The arrival of Douglas C-47B AJ-APT causes a sensation among the locals at the remote airstrip at Chitral on February 18, 1962. The aircraft was built at Douglas’s Oklahoma City factory with the USAAF serial 43-49607, but was delivered to the RAF in December 1944 to serve as Dakota IV KK177 in India with Nos 194 and 76 Sqns. It remained in India after the war, becoming AP-AEI with Orient Airways in 1949 before being transferred to PIA in March 1955 to become AP-AJT and named City of Rawalpindi.
The 20th Century meets the Middle Ages - the DC-3 is inspected by the local population at Chitral. Reportedly, the aircraft’s registration had been changed from AP-AEI to AP-AJT as the “I” in the former would have meant referring to it with the phonetic-alphabet word “India”, which the Pakistani authorities deemed unacceptable, relations between the two nations being very poor. The DC-3 ultimately went to Air Taxi of Iran as EP-AGZ in 1968 but was written off in a non-fatal take-off accident at Ahwaz in southern Iran in April 1970.
Chitralis greet the DC-3 after its landing at the remote valley airstrip.

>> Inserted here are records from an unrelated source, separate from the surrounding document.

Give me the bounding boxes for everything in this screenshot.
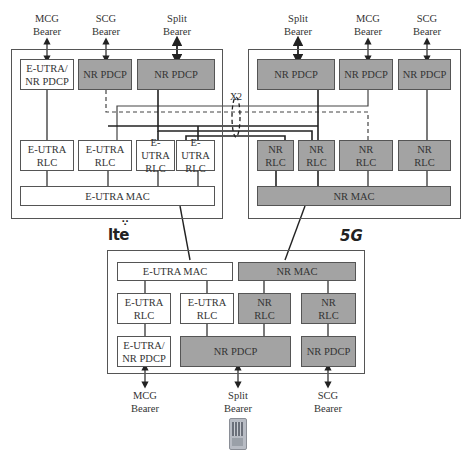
gnb-mcg-nr-pdcp: NR PDCP <box>339 59 393 90</box>
gnb-scg-bearer-label: SCGBearer <box>397 12 457 38</box>
signal-icon: ∵ <box>122 218 128 228</box>
ue-nr-rlc-1: NRRLC <box>238 293 291 324</box>
gnb-split-nr-pdcp: NR PDCP <box>257 59 335 90</box>
gnb-nr-rlc-2: NRRLC <box>298 140 335 171</box>
enb-eutra-nr-pdcp: E-UTRA/NR PDCP <box>20 59 74 90</box>
lte-logo: lte∵ <box>108 226 129 244</box>
enb-mcg-bearer-label: MCGBearer <box>17 12 77 38</box>
gnb-nr-rlc-4: NRRLC <box>398 140 451 171</box>
enb-split-bearer-label: SplitBearer <box>147 12 207 38</box>
gnb-split-bearer-label: SplitBearer <box>268 12 328 38</box>
enb-split-nr-pdcp: NR PDCP <box>137 59 215 90</box>
ue-mcg-bearer-label: MCGBearer <box>115 389 175 415</box>
ue-split-bearer-label: SplitBearer <box>208 389 268 415</box>
enb-scg-bearer-label: SCGBearer <box>76 12 136 38</box>
ue-eutra-nr-pdcp: E-UTRA/NR PDCP <box>117 336 171 367</box>
ue-scg-bearer-label: SCGBearer <box>298 389 358 415</box>
enb-eutra-mac: E-UTRA MAC <box>20 186 215 206</box>
gnb-nr-rlc-1: NRRLC <box>257 140 294 171</box>
ue-split-nr-pdcp: NR PDCP <box>180 336 291 367</box>
enb-eutra-rlc-3: E-UTRARLC <box>136 140 175 171</box>
ue-nr-rlc-2: NRRLC <box>301 293 356 324</box>
ue-eutra-mac: E-UTRA MAC <box>117 262 233 281</box>
gnb-nr-rlc-3: NRRLC <box>339 140 393 171</box>
enb-eutra-rlc-2: E-UTRARLC <box>78 140 132 171</box>
enb-eutra-rlc-4: E-UTRARLC <box>176 140 215 171</box>
gnb-nr-mac: NR MAC <box>257 186 451 206</box>
ue-eutra-rlc-1: E-UTRARLC <box>117 293 171 324</box>
phone-icon <box>229 418 247 450</box>
ue-scg-nr-pdcp: NR PDCP <box>301 336 356 367</box>
ue-nr-mac: NR MAC <box>238 262 356 281</box>
gnb-scg-nr-pdcp: NR PDCP <box>398 59 451 90</box>
ue-eutra-rlc-2: E-UTRARLC <box>180 293 234 324</box>
enb-scg-nr-pdcp: NR PDCP <box>78 59 132 90</box>
enb-eutra-rlc-1: E-UTRARLC <box>20 140 74 171</box>
gnb-mcg-bearer-label: MCGBearer <box>338 12 398 38</box>
5g-logo: 5G <box>340 227 363 245</box>
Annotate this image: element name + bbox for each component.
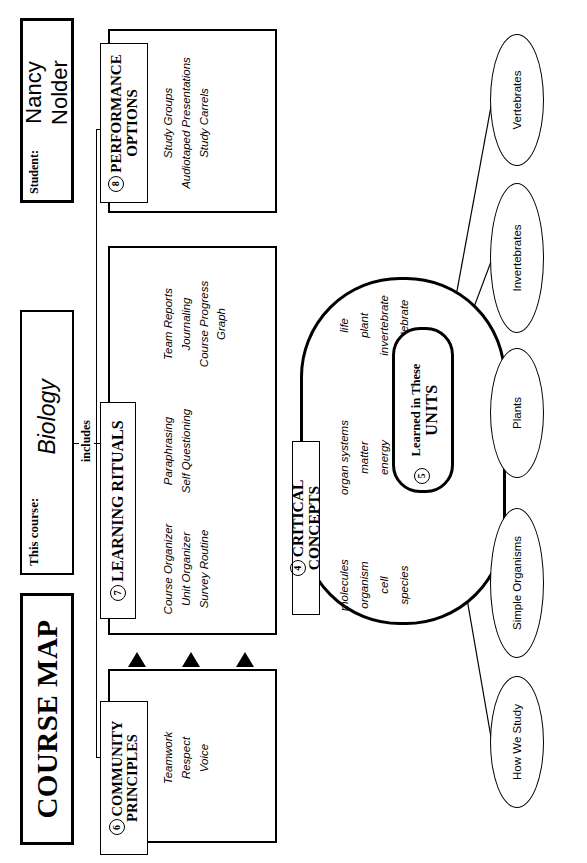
panel-performance-options-items: Study Groups Audiotaped Presentations St…: [160, 33, 213, 213]
page-title-text: COURSE MAP: [31, 619, 64, 818]
panel-learning-rituals-header: 7LEARNING RITUALS: [100, 402, 136, 619]
concept-item: life: [334, 295, 354, 356]
unit-ellipse-invertebrates[interactable]: Invertebrates: [490, 183, 544, 333]
panel-learning-rituals-column-3: Team Reports Journaling Course Progress …: [160, 259, 231, 389]
list-item: Course Progress: [196, 259, 214, 389]
list-item: Self Questioning: [178, 393, 196, 509]
list-item: Study Groups: [160, 33, 178, 213]
panel-title-line1: PERFORMANCE: [108, 54, 124, 172]
units-node-number-badge: 5: [414, 468, 430, 484]
list-item: Paraphrasing: [160, 393, 178, 509]
student-field-label: Student:: [27, 150, 42, 194]
unit-ellipse-how-we-study[interactable]: How We Study: [490, 676, 544, 808]
concept-item: organism: [354, 559, 374, 611]
list-item: Respect: [178, 673, 196, 843]
critical-concepts-header: 4CRITICAL CONCEPTS: [292, 441, 320, 615]
list-item: Voice: [196, 673, 214, 843]
list-item: Journaling: [178, 259, 196, 389]
list-item: Teamwork: [160, 673, 178, 843]
student-field-value: Nancy Nolder: [21, 35, 73, 150]
unit-ellipse-label: Plants: [511, 397, 523, 429]
section-number-badge: 4: [290, 560, 306, 576]
arrow-icon: [182, 652, 200, 667]
concept-item: molecules: [334, 559, 354, 611]
panel-title-line2: OPTIONS: [124, 89, 140, 157]
course-field-label: This course:: [26, 498, 42, 566]
panel-number-badge: 6: [109, 819, 125, 835]
panel-performance-options-header: 8PERFORMANCE OPTIONS: [100, 43, 148, 203]
list-item: Graph: [213, 259, 231, 389]
critical-concepts-title: CRITICAL CONCEPTS: [289, 480, 322, 570]
concept-item: cell: [374, 559, 394, 611]
concept-item: species: [394, 559, 414, 611]
unit-ellipse-vertebrates[interactable]: Vertebrates: [490, 34, 544, 166]
unit-ellipse-label: Simple Organisms: [511, 536, 523, 630]
concept-item: invertebrate: [374, 295, 394, 356]
unit-ellipse-label: Invertebrates: [511, 224, 523, 291]
course-field: This course: Biology: [20, 310, 74, 575]
list-item: Survey Routine: [196, 513, 214, 625]
panel-number-badge: 8: [108, 176, 124, 192]
panel-learning-rituals-column-1: Course Organizer Unit Organizer Survey R…: [160, 513, 213, 625]
concept-item: plant: [354, 295, 374, 356]
list-item: Course Organizer: [160, 513, 178, 625]
arrow-icon: [236, 652, 254, 667]
unit-ellipse-plants[interactable]: Plants: [490, 348, 544, 478]
page-title: COURSE MAP: [20, 593, 74, 845]
concept-item: organ systems: [334, 420, 354, 495]
list-item: Team Reports: [160, 259, 178, 389]
unit-ellipse-label: Vertebrates: [511, 71, 523, 130]
units-node-line1: Learned in These: [409, 364, 423, 457]
panel-number-badge: 7: [110, 585, 126, 601]
list-item: Audiotaped Presentations: [178, 33, 196, 213]
panel-title-line2: PRINCIPLES: [124, 734, 140, 822]
student-field: Student: Nancy Nolder: [20, 18, 74, 203]
list-item: Study Carrels: [196, 33, 214, 213]
arrow-icon: [128, 652, 146, 667]
panel-learning-rituals-column-2: Paraphrasing Self Questioning: [160, 393, 196, 509]
course-map-canvas: COURSE MAP This course: Biology Student:…: [0, 0, 587, 863]
critical-concepts-column-1: molecules organism cell species: [334, 559, 415, 611]
units-node-line2: UNITS: [423, 384, 440, 435]
unit-ellipse-simple-organisms[interactable]: Simple Organisms: [490, 508, 544, 658]
includes-label: includes: [79, 414, 94, 468]
course-field-value: Biology: [34, 336, 61, 498]
concept-item: matter: [354, 420, 374, 495]
panel-title-line1: LEARNING RITUALS: [109, 420, 126, 581]
includes-bus: [96, 130, 97, 758]
list-item: Unit Organizer: [178, 513, 196, 625]
panel-title-line1: COMMUNITY: [109, 721, 125, 817]
unit-ellipse-label: How We Study: [511, 704, 523, 780]
panel-community-principles-items: Teamwork Respect Voice: [160, 673, 213, 843]
units-node: 5 Learned in These UNITS: [392, 327, 454, 493]
panel-community-principles-header: 6COMMUNITY PRINCIPLES: [100, 701, 148, 855]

To provide perspective, the terrain in the background was virtually the same on the facing side of the valley.
One of the magnificent - and previously unpublished - photographs taken by John Stroud in Pakistan in February 1962.

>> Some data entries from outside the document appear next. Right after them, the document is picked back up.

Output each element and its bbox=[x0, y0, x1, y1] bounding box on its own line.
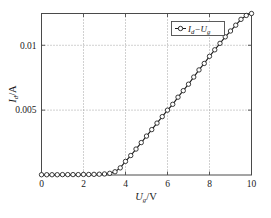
y-axis-title: Id/A bbox=[7, 85, 19, 104]
data-point-marker bbox=[249, 11, 253, 15]
data-point-marker bbox=[76, 172, 80, 176]
data-point-marker bbox=[239, 17, 243, 21]
x-axis-title: Ug/V bbox=[135, 191, 157, 203]
svg-text:Id/A: Id/A bbox=[7, 85, 19, 104]
legend-circle-marker-icon bbox=[178, 26, 182, 30]
data-point-marker bbox=[144, 134, 148, 138]
chart-figure: 0246810 0.0050.01 Ug/V Id/A Id−Ug bbox=[0, 0, 271, 218]
data-point-marker bbox=[192, 75, 196, 79]
data-point-marker bbox=[60, 172, 64, 176]
transfer-characteristic-plot: 0246810 0.0050.01 Ug/V Id/A Id−Ug bbox=[0, 0, 271, 218]
data-point-marker bbox=[202, 61, 206, 65]
data-point-marker bbox=[155, 121, 159, 125]
data-point-marker bbox=[160, 114, 164, 118]
data-point-marker bbox=[113, 170, 117, 174]
data-point-marker bbox=[118, 166, 122, 170]
data-point-marker bbox=[207, 54, 211, 58]
data-point-marker bbox=[123, 159, 127, 163]
legend-label-sub-2: g bbox=[207, 28, 211, 35]
x-tick-label: 2 bbox=[81, 179, 86, 189]
x-axis-title-unit: /V bbox=[146, 191, 157, 202]
data-point-marker bbox=[234, 23, 238, 27]
data-point-marker bbox=[45, 173, 49, 177]
data-point-marker bbox=[165, 108, 169, 112]
data-point-marker bbox=[81, 172, 85, 176]
data-point-marker bbox=[97, 172, 101, 176]
data-point-marker bbox=[39, 173, 43, 177]
x-tick-label: 6 bbox=[165, 179, 170, 189]
data-point-marker bbox=[244, 13, 248, 17]
y-tick-label: 0.005 bbox=[15, 105, 37, 115]
data-point-marker bbox=[218, 41, 222, 45]
x-tick-label: 0 bbox=[39, 179, 44, 189]
data-point-marker bbox=[55, 173, 59, 177]
data-point-marker bbox=[181, 88, 185, 92]
data-point-marker bbox=[134, 147, 138, 151]
x-tick-label: 4 bbox=[123, 179, 128, 189]
data-point-marker bbox=[129, 153, 133, 157]
data-point-marker bbox=[66, 172, 70, 176]
y-tick-label: 0.01 bbox=[20, 41, 37, 51]
data-point-marker bbox=[171, 102, 175, 106]
data-point-marker bbox=[228, 29, 232, 33]
data-point-marker bbox=[50, 173, 54, 177]
svg-text:Ug/V: Ug/V bbox=[135, 191, 157, 203]
data-point-marker bbox=[108, 171, 112, 175]
data-point-marker bbox=[87, 172, 91, 176]
data-point-marker bbox=[139, 140, 143, 144]
y-axis-title-unit: /A bbox=[7, 85, 18, 96]
data-point-marker bbox=[92, 172, 96, 176]
data-point-marker bbox=[213, 48, 217, 52]
data-point-marker bbox=[150, 127, 154, 131]
data-point-marker bbox=[197, 68, 201, 72]
legend[interactable]: Id−Ug bbox=[172, 22, 225, 36]
x-tick-label: 10 bbox=[247, 179, 257, 189]
x-tick-label: 8 bbox=[207, 179, 212, 189]
data-point-marker bbox=[71, 172, 75, 176]
data-point-marker bbox=[102, 172, 106, 176]
data-point-marker bbox=[186, 82, 190, 86]
data-point-marker bbox=[176, 95, 180, 99]
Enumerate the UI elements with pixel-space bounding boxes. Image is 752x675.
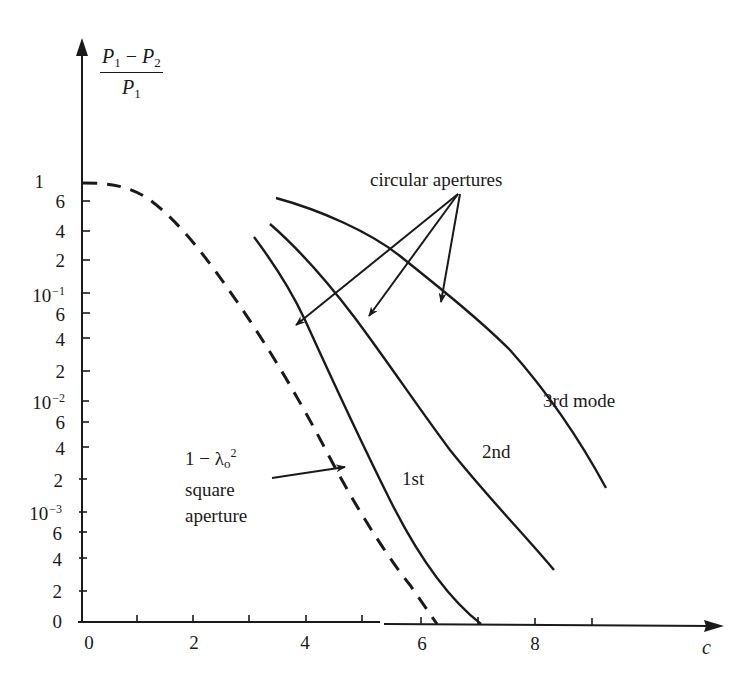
series-square-aperture-dashed <box>83 183 437 624</box>
series-3rd-mode <box>276 198 606 488</box>
annotation-square-line3: aperture <box>185 503 247 529</box>
y-tick-label: 0 <box>22 612 62 631</box>
y-tick-label: 1 <box>0 172 44 191</box>
series-2nd-mode <box>270 224 554 570</box>
y-tick-label: 2 <box>25 251 65 270</box>
y-axis <box>76 38 90 622</box>
y-tick-label: 4 <box>25 330 65 349</box>
y-tick-label: 10−1 <box>25 285 65 305</box>
y-axis-label: P1 − P2 P1 <box>100 46 163 100</box>
annotation-square-aperture: 1 − λo2 square aperture <box>185 440 247 529</box>
y-tick-label: 4 <box>22 550 62 569</box>
x-tick-label: 6 <box>412 634 432 653</box>
y-tick-label: 6 <box>22 524 62 543</box>
y-tick-label: 6 <box>25 413 65 432</box>
square-aperture-arrow <box>272 467 345 478</box>
y-tick-label: 6 <box>25 192 65 211</box>
y-axis-arrow-icon <box>76 38 88 56</box>
x-tick-label: 4 <box>295 633 315 652</box>
y-axis-label-denominator: P1 <box>100 73 163 100</box>
label-3rd-mode: 3rd mode <box>543 391 615 410</box>
x-axis-ticks <box>137 615 592 625</box>
x-axis-arrow-icon <box>704 620 724 632</box>
label-1st-mode: 1st <box>402 469 424 488</box>
y-tick-label: 2 <box>23 471 63 490</box>
x-tick-label: 8 <box>525 634 545 653</box>
label-2nd-mode: 2nd <box>482 442 511 461</box>
y-tick-label: 4 <box>25 439 65 458</box>
x-tick-label: 2 <box>184 633 204 652</box>
annotation-square-line2: square <box>185 477 247 503</box>
x-axis-label: c <box>702 637 711 657</box>
chart-canvas <box>0 0 752 675</box>
y-axis-label-numerator: P1 − P2 <box>100 46 163 73</box>
y-tick-label: 6 <box>25 305 65 324</box>
annotation-circular-apertures: circular apertures <box>370 170 502 189</box>
x-axis <box>78 615 724 632</box>
y-tick-label: 2 <box>25 362 65 381</box>
x-tick-label: 0 <box>79 633 99 652</box>
annotation-square-line1: 1 − λo2 <box>185 440 247 477</box>
y-tick-label: 2 <box>22 582 62 601</box>
y-tick-label: 4 <box>25 222 65 241</box>
y-tick-label: 10−3 <box>22 503 62 523</box>
y-tick-label: 10−2 <box>25 392 65 412</box>
y-axis-ticks <box>79 201 90 591</box>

A magnificent photograph of the majestic Hindu Kush taken as the DC-3 headed into the Chitral Valley from the Lawarai Pass.
John’s photograph taken from the cabin while the DC-3 threaded its way through the 12,100ft (3,690m) high Lawarai Pass shows how little margin for error there was during this crucial part of the flight. It was strictly enforced that the route, which took less than an hour to complete, could be flown only in fine weather conditions.
Approaching the Lawarai Pass as seen from the cockpit of the DC-3. A minimum altitude of 12,500ft (3,800m) had to be reached before a crossing of the pass could be attempted. The crews always used oxygen for this part of the journey, although this was not necessary when the pressurised P-27 took over flying the route.
Although the route-proving flights to Chitral were undertaken by the DC-3, the latter had been replaced by the Fokker F-27 on the route by July 1962. “Airbus ” services in East Pakistan (now Bangladesh) continued to use the DC-3, however.